Steam installeren
inloggen
|
taal
简体中文 (Chinees, vereenvoudigd)
繁體中文 (Chinees, traditioneel)
日本語 (Japans)
한국어 (Koreaans)
ไทย (Thai)
Български (Bulgaars)
Čeština (Tsjechisch)
Dansk (Deens)
Deutsch (Duits)
English (Engels)
Español-España (Spaans - Spanje)
Español - Latinoamérica (Spaans - Latijns-Amerika)
Ελληνικά (Grieks)
Français (Frans)
Italiano (Italiaans)
Bahasa Indonesia (Indonesisch)
Magyar (Hongaars)
Norsk (Noors)
Polski (Pools)
Português (Portugees - Portugal)
Português - Brasil (Braziliaans-Portugees)
Română (Roemeens)
Русский (Russisch)
Suomi (Fins)
Svenska (Zweeds)
Türkçe (Turks)
Tiếng Việt (Vietnamees)
Українська (Oekraïens)
Een vertaalprobleem melden
I generally stick to borderless window because it's quicker to alt-tab.
If you want to test it out for yourself in a specific game you could run a benchmark and see.
It can help to disable it, with some games that experience the "black screen" issue from alt+tab or other problems when a game is full screen and switched out of it and back in again. Because with it left enabled, Win10 is basically brute forcing exclusive full screen, which is not good for games you wish to be switch in and out of. It should have no bearing on many other common desktop apps though. But again you always have that choice should you experience issues for any app that allows a full screen option.
It is by default enabled for everything in Win10. The app source exe is where to put a stop to that if you want it disabled on a per-app basis. Within Properties, Compatability, All Users.
Borderless windowed mode is generally the way to go. Especially in today's world where many like to use multi Display setups and also multi-task. Full screen of any kind adds delays, and some games straight do not like alt+tab when it's running full screen. Many games allow you to easily switch between full screen and windowed mode via alt+enter, but many also do not, mostly all those older and/or legacy games.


## Problem description:
Pull every line containing "trade" from the data.
--- START ---
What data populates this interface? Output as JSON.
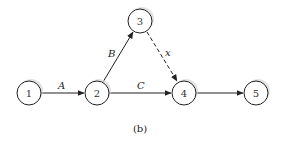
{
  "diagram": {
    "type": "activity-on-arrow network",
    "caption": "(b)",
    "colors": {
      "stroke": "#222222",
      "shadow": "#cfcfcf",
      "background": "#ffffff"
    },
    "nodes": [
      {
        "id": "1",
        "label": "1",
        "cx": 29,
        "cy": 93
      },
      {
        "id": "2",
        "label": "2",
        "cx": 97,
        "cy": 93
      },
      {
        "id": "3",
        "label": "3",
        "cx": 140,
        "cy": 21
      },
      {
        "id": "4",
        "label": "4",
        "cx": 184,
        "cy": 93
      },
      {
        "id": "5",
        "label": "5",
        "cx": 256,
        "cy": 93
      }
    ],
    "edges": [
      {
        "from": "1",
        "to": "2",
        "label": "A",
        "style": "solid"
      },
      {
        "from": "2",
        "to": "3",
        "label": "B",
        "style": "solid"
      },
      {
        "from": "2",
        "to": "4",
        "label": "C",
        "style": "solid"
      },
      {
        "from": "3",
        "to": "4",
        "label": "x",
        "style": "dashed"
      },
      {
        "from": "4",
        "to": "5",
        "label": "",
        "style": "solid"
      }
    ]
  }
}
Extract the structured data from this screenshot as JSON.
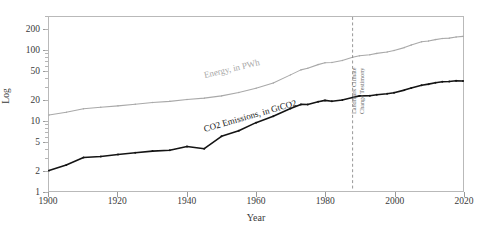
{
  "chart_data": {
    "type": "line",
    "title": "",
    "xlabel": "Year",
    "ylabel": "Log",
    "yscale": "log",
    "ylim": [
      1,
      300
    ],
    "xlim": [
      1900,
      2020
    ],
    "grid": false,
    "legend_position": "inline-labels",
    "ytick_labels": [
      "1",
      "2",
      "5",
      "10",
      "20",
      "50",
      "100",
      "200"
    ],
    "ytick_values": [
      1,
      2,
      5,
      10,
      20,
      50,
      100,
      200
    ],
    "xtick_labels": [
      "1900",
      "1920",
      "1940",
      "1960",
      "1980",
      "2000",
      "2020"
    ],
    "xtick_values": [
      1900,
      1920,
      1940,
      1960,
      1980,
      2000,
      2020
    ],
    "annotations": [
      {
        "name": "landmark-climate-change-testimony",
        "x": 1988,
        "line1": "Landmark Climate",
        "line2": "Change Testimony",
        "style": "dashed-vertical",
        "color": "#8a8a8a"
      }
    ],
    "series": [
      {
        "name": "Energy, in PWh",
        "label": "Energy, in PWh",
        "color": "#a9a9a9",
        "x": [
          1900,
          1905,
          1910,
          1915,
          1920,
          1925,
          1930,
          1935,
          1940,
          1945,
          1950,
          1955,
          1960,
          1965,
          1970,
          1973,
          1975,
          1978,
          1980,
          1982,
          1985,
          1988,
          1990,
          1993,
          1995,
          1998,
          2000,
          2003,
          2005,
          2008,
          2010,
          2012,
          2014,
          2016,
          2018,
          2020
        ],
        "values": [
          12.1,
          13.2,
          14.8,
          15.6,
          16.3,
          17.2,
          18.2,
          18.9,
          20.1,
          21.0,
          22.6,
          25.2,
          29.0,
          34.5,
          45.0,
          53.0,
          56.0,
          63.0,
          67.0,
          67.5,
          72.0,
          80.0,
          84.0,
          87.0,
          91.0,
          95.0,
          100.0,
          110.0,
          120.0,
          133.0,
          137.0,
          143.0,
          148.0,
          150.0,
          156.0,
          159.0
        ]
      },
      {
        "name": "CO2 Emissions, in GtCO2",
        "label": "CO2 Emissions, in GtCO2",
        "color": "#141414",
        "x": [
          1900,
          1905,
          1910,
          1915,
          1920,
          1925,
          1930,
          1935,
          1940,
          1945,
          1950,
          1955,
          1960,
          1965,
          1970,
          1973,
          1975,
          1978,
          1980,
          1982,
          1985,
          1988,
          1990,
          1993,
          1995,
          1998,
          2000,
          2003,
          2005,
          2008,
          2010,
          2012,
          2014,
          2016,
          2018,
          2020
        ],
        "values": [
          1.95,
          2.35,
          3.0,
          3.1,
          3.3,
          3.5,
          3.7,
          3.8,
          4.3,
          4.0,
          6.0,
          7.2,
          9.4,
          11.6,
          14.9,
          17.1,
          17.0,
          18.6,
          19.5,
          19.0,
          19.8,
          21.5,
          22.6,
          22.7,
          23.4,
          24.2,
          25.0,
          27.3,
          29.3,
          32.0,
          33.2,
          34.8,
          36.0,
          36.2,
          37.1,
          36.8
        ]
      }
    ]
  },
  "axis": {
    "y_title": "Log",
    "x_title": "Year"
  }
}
--- END ---
--- START ---
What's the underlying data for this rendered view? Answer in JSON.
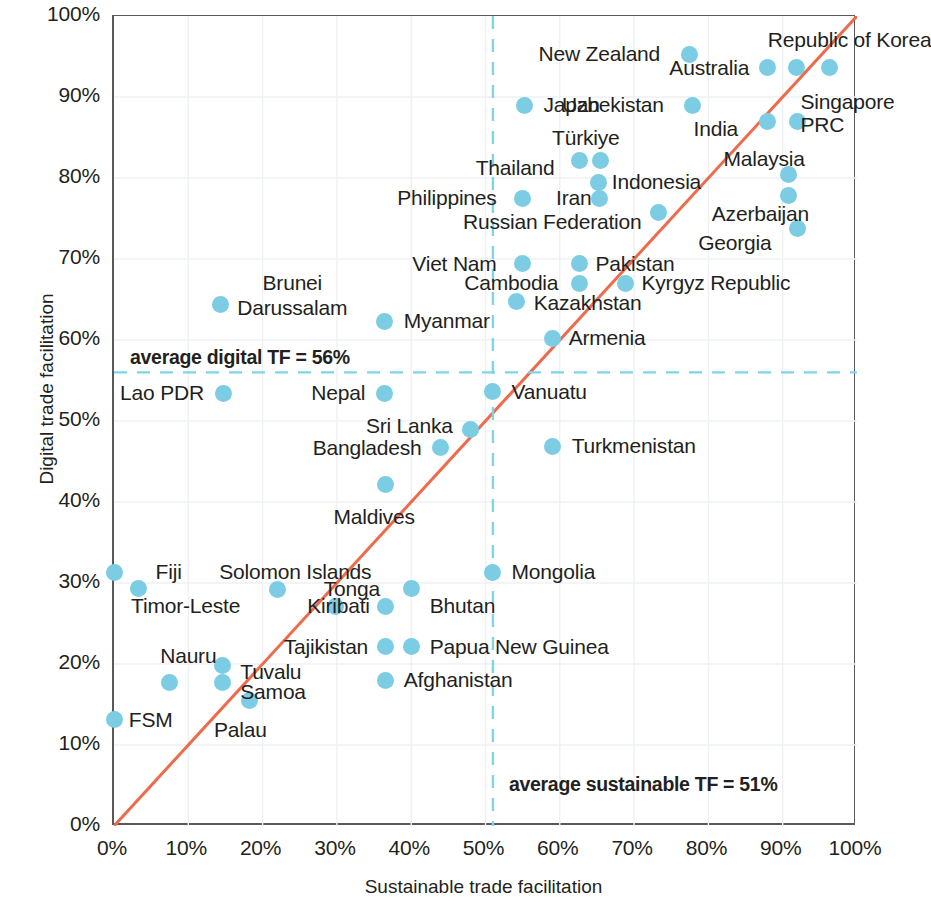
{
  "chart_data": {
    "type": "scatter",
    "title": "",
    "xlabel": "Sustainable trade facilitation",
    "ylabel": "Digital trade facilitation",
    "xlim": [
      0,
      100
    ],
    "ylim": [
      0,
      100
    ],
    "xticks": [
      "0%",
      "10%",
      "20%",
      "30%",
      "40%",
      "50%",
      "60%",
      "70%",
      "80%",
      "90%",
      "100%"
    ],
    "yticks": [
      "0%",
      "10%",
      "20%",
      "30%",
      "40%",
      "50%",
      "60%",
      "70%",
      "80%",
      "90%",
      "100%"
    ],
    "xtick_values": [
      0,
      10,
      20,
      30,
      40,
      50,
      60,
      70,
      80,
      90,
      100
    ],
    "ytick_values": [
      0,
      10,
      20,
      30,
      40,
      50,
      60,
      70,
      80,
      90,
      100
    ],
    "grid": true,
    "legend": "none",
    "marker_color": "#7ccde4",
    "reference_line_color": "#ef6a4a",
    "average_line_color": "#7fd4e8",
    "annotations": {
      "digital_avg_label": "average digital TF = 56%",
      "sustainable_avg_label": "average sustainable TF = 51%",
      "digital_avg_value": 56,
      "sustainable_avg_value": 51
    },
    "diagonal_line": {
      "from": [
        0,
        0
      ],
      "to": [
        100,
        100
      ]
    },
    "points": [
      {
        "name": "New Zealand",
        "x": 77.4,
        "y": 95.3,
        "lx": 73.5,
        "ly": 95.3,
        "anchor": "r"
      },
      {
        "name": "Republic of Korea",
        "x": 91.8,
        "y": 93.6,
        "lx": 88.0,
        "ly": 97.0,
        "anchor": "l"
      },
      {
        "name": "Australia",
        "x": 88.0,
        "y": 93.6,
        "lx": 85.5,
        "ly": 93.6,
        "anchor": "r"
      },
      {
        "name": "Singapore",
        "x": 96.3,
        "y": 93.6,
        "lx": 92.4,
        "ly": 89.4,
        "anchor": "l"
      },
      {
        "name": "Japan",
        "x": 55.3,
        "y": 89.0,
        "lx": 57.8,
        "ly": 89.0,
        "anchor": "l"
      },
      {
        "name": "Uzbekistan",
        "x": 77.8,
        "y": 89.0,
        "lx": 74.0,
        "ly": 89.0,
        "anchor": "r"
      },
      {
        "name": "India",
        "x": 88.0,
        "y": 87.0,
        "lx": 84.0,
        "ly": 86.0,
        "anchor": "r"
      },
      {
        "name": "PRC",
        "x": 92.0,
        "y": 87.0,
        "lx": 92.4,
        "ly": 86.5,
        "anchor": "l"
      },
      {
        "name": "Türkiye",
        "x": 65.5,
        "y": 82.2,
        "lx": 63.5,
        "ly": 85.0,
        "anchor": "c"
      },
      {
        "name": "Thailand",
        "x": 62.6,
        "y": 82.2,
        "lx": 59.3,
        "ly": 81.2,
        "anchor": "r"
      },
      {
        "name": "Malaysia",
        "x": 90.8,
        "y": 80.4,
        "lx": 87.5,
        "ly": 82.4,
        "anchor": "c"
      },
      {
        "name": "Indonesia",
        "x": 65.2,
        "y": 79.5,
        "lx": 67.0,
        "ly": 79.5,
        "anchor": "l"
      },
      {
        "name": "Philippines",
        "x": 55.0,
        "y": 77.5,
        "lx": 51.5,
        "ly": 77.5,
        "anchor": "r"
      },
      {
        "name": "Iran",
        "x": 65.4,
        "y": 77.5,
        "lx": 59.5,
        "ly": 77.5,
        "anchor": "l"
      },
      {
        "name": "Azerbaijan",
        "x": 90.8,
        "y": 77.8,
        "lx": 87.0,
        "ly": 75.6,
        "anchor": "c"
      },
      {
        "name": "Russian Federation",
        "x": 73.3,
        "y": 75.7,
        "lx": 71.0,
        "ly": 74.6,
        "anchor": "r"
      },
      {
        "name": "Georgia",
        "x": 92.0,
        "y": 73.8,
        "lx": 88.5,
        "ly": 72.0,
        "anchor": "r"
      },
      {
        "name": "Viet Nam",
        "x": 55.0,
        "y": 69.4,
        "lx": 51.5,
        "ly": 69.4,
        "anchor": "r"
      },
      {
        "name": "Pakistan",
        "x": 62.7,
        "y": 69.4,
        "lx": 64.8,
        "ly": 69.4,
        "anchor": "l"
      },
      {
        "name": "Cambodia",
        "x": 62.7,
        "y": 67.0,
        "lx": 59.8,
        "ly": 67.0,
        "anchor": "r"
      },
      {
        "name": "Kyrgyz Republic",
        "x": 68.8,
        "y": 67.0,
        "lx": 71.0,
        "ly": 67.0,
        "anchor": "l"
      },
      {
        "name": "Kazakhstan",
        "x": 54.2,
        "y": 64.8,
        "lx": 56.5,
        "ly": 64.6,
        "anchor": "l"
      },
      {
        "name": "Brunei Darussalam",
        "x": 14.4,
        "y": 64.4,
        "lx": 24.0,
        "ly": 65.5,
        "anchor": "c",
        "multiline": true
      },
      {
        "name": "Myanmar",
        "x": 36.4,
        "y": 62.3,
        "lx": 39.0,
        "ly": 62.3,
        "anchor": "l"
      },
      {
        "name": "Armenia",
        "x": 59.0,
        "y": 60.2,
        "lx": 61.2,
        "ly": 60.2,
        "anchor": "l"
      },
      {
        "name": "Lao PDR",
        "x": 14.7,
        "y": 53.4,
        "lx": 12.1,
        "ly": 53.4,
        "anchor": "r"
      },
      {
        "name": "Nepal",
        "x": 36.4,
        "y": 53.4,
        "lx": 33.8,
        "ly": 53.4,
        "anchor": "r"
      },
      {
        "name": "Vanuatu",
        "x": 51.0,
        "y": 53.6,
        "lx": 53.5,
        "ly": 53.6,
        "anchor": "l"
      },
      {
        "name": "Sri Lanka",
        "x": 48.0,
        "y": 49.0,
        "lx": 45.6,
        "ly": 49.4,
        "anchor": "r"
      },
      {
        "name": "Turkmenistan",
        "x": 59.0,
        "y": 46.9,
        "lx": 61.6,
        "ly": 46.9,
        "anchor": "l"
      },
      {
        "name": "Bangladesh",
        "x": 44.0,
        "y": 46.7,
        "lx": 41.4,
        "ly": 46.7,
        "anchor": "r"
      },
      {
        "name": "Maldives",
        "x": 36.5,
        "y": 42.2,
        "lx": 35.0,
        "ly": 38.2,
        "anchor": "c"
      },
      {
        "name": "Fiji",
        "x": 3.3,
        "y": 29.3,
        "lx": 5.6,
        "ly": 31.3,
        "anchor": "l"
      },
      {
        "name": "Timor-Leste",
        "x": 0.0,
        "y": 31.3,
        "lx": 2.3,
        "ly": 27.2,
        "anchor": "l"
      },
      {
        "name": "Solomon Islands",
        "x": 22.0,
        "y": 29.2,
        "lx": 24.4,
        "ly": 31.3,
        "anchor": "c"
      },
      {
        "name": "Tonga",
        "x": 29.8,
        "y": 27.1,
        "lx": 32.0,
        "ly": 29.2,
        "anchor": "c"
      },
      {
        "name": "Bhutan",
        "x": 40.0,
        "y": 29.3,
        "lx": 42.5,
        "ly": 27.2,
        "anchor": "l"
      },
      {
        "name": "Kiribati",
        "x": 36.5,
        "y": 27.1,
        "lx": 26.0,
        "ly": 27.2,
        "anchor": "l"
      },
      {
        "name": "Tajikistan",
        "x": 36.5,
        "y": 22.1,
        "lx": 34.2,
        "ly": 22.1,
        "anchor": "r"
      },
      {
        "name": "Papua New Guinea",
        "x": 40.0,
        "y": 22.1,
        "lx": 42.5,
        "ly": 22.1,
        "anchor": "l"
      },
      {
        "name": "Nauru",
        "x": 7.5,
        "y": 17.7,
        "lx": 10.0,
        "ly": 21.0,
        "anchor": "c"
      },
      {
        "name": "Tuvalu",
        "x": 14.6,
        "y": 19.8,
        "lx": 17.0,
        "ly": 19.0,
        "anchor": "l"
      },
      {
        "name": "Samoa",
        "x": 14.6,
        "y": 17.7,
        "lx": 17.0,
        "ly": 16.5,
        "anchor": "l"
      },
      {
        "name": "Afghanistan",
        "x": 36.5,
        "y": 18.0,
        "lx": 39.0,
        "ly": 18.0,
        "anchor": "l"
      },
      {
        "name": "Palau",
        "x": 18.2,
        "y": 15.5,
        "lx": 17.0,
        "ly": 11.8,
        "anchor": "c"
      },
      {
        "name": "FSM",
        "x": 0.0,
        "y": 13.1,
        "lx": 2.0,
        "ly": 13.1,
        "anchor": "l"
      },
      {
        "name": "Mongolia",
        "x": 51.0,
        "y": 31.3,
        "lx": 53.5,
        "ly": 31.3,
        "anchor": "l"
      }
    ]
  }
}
--- END ---
## Task result:
    "xlabel": "Sustainable trade facilitation",
    "ylabel": "Digital trade facilitation",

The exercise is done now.